Originally Posted by
BCR
If they wanted to do a reboot aimed at the 18-34 demo, putting it on network tv seems laughable. Does anyone 18-34 watch network TV, like ever?
The whole thing seems stupid.
I guess the reasoning comes from original Quantum Leap being popular with teens and young adults, so why wouldn't the reboot also be popular in a similar fashion?
But those were teens and young adults in a different time. There was no web. There was no streaming media. There were no smartphones.
When you relaunch a beloved program from 30 years ago, you're looking to capture the same audience from back in those days -- just 3 decades older. That's the whole point of using the same name and theme. This isn't the time to start inserting non-binary characters, or to stay away from casting white males.

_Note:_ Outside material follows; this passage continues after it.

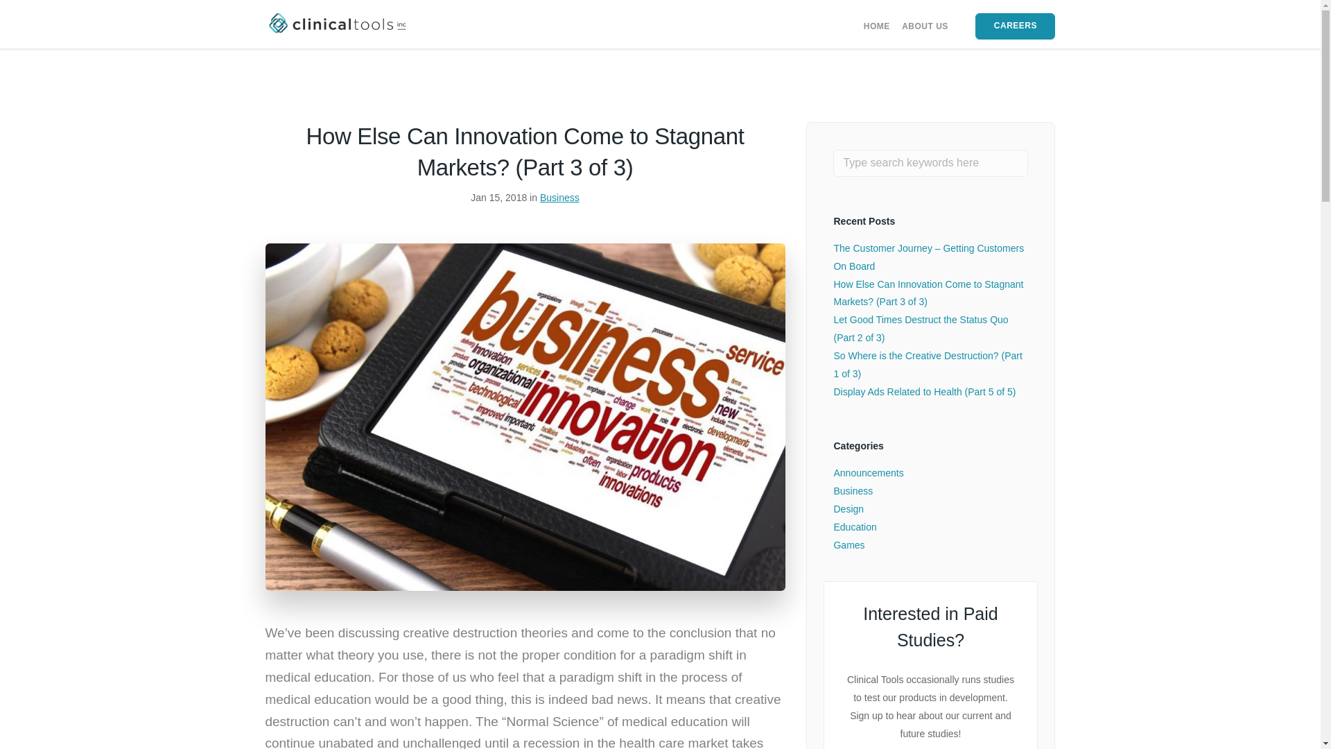  Describe the element at coordinates (854, 526) in the screenshot. I see `Education` at that location.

For example, I would like to point to the show on the primetime network show with the oldest audience -- Blue Bloods. That's not a reboot of any kind, but its viewers are mostly elderly, and they know it. It features Tom Selleck, who was beloved to that generation from his Magnum days, and has a pro-police, pro-family, and sometimes patriotic theme. They don't try to get woke. They don't try to reinvent anything. This audience doesn't want that. It's still going after 13 seasons.
Its former lead-in was the Hawaii Five-O reboot, which again had an older audience, for obvious reasons. Again, this show did not try to get woke or do anything overly edgy or counterculture. That show lasted ten seasons.
Credit to CBS for understanding this.
It's possible that they simply felt that Bakula, who turns 68 this year, was too old to be believable in what is a semi-action role. There were a lot of physical elements to the original Quantum Leap, and would you really believe a 68-year-old punching people out half his age, or jumping from moving cars? I understand that, if this was their objection, and if they preferred him as a part-time character instead. When "The Rockford Files" TV movies aired in the '90s, this was one of the problems. James Garner simply wasn't believable anymore in action roles, given he was in his late 60s. But it looks like something deeper here.